Graeme Watson links pop music, queer culture and community life, using anniversaries, tours and books as entry points into wider LGBTQIA+ stories. He is co-editor and co-owner of OUTinPerth, works in the university sector and is a broadcaster at RTRFM 92.1. His music and culture coverage sits in the middle of this broader brief, tying songs, performers and fandom to legislation, archives and everyday queer experience.

Pop music history and queer culture

Watson treats popular music as part of queer cultural history rather than entertainment in isolation. In pieces such as his retrospective on Madonna’s album ‘True Blue’, he marks milestones and looks back at the impact of major releases decades on, framing chart pop as part of a longer story of identity and fandom. His broadcast background shapes this angle: he approaches music as something that is heard and lived, not just collected as trivia, and he connects artists to the communities that have carried them.

Across OUTinPerth he often positions music alongside other cultural touchpoints, so a pop story rarely stands alone. When he covers touring performers and comedians, such as his preview of Kiwi comedian Chris Parker’s two shows at The Rechabite, the focus is on what their work offers to local queer audiences and how the shows fit into the broader arts calendar. This gives music and performance stories a clear community context.
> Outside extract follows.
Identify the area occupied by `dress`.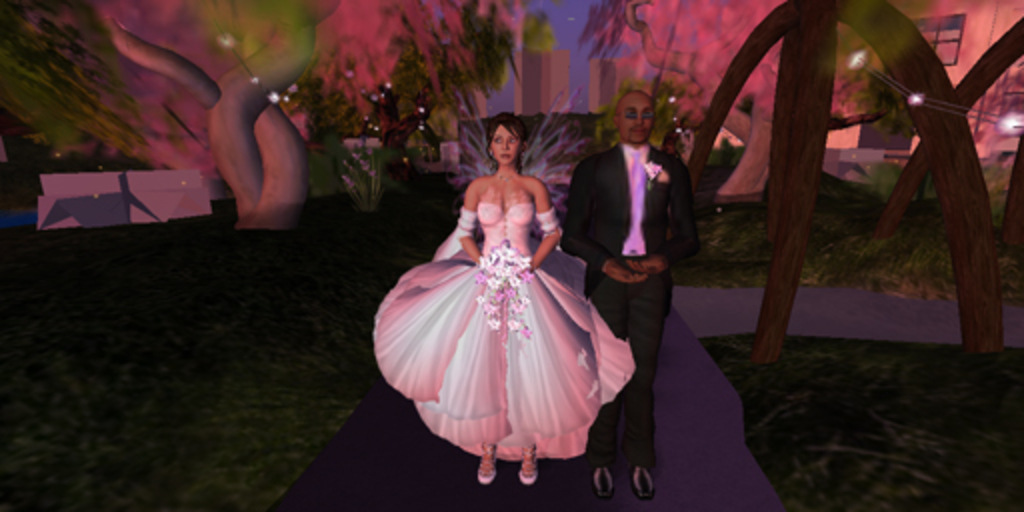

LGBTQIA+ community news and policy

Much of Watson’s reporting sits at the intersection of culture and policy, tracking how law and regulation shape queer lives. He covers national legal developments, including a story on moves to change the Sex Discrimination Act being shut down, treating legislation as headline news that directly affects his readership. He reports on regulatory action in health, such as restrictions placed on Dr Andrew Amos’s ability to comment on gender medicine on social media, making complex professional rulings legible to a general audience.

He also follows institutional work on consent and sex education, as in his piece on the Australian Human Rights Commission’s final call for young people to help shape consent and sex education in Australia. These articles tend to foreground the official body and the practical consequences of its decisions, while keeping the focus on LGBTQIA+ communities who will live with the outcomes. For story pitches on music or culture, this pattern matters: he often looks for a line into policy, representation or rights rather than pure promotional angles.

Books, storytelling and performance

Watson devotes significant space to queer storytelling in print and on stage. He writes a regular Bibliophile column, such as his review of ‘Heartstopper 6’, where he describes how the final volume brings the story of Nick and Charlie to its conclusion and explores what the ending means for readers who have followed the series over time. His coverage of the Queer Book Club, including a piece urging readers to pick up ‘Lie with Me’ ahead of the July meeting, shows him treating reading as a social practice and highlighting spaces where queer literature is shared and discussed.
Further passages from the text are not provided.